Hi all,

I can commit any/all of the following changes as long as they are
agreeable to everybody:

1. All doctests in NumPy will have the numpy module available in their
execution context as "np".

2. Turn on the normalized whitespace option for all doctests.  Having
a doctest fail just because there's a space after your result seems
like an unnecessary hassle for documenters.

3. Output will be ignored for each doctest expected output line that
contains "#random". I figured this can serve both as an ignore flag
and indication to the reader that the listed output may differ from
what they see if they execute the associated command. So you would be
able to do:
>>> random.random()
0.1234567890                           #random: output may differ on your system

And have the example executed but not cause a failure.  You could also
use this to ignore the <SomeObject at 0x1234ABCD> output from plot
methods as well.

If these get committed, I'll also revert doctests I changed earlier so
that they use the provided "np" instead of importing it, and fix any
currently failing doctests that can be addressed with the new
behavior.  I've already got a batch of these changes made locally just
to try out the new features, but I'll wait to see if adding the
features causes any troubles on the buildbots first.

There are a couple of options that I haven't got patches for yet:
4. Doctest commands starting with "plt." or "plot." will automatically
have their output ignored.
5. Add a decorator that causes all doctest output for that
function/method's docstring to be ignored. (This is for cases with
many examples, all of which should be executed but not compared, so
you don't have to clutter up each output line with #random or
ellipsis)

If there is still a big need for these, I'll work on them.  As an
alternative to 3,4 and 5, you could use the ELLIPSIS directive to
ignore the varying bits of the output, but you'd still have to put the
directive on each command line where you needed it.  Unless I turn on
the ellipsis feature for all doctests, that is; it's easy to do, and
it doesn't cause me any obvious problems locally.  I don't know
whether that's something that's generally a good idea, though.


After removing every image, reproduce the data exactly as it appears.

## Dataset records
● ● ●

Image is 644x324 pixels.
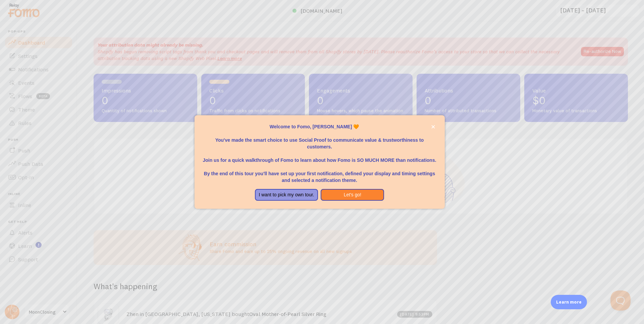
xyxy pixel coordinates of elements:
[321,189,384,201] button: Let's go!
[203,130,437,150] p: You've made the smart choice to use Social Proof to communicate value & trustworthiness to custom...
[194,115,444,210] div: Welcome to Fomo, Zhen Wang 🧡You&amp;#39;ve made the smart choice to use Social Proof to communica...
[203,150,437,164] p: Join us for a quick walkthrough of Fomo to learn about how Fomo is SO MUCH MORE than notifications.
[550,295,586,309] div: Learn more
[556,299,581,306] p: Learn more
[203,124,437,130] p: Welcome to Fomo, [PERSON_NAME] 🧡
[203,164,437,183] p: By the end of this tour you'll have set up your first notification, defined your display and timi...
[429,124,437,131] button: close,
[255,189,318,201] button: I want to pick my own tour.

● ● ●

## Solved problem
Image is 644x324 pixels.
xyxy pixel coordinates of elements:
[321,189,384,201] button: Let's go!
[203,130,437,150] p: You've made the smart choice to use Social Proof to communicate value & trustworthiness to custom...
[194,115,444,210] div: Welcome to Fomo, Zhen Wang 🧡You&amp;#39;ve made the smart choice to use Social Proof to communica...
[203,150,437,164] p: Join us for a quick walkthrough of Fomo to learn about how Fomo is SO MUCH MORE than notifications.
[550,295,586,309] div: Learn more
[556,299,581,306] p: Learn more
[203,124,437,130] p: Welcome to Fomo, [PERSON_NAME] 🧡
[203,164,437,183] p: By the end of this tour you'll have set up your first notification, defined your display and timi...
[429,124,437,131] button: close,
[255,189,318,201] button: I want to pick my own tour.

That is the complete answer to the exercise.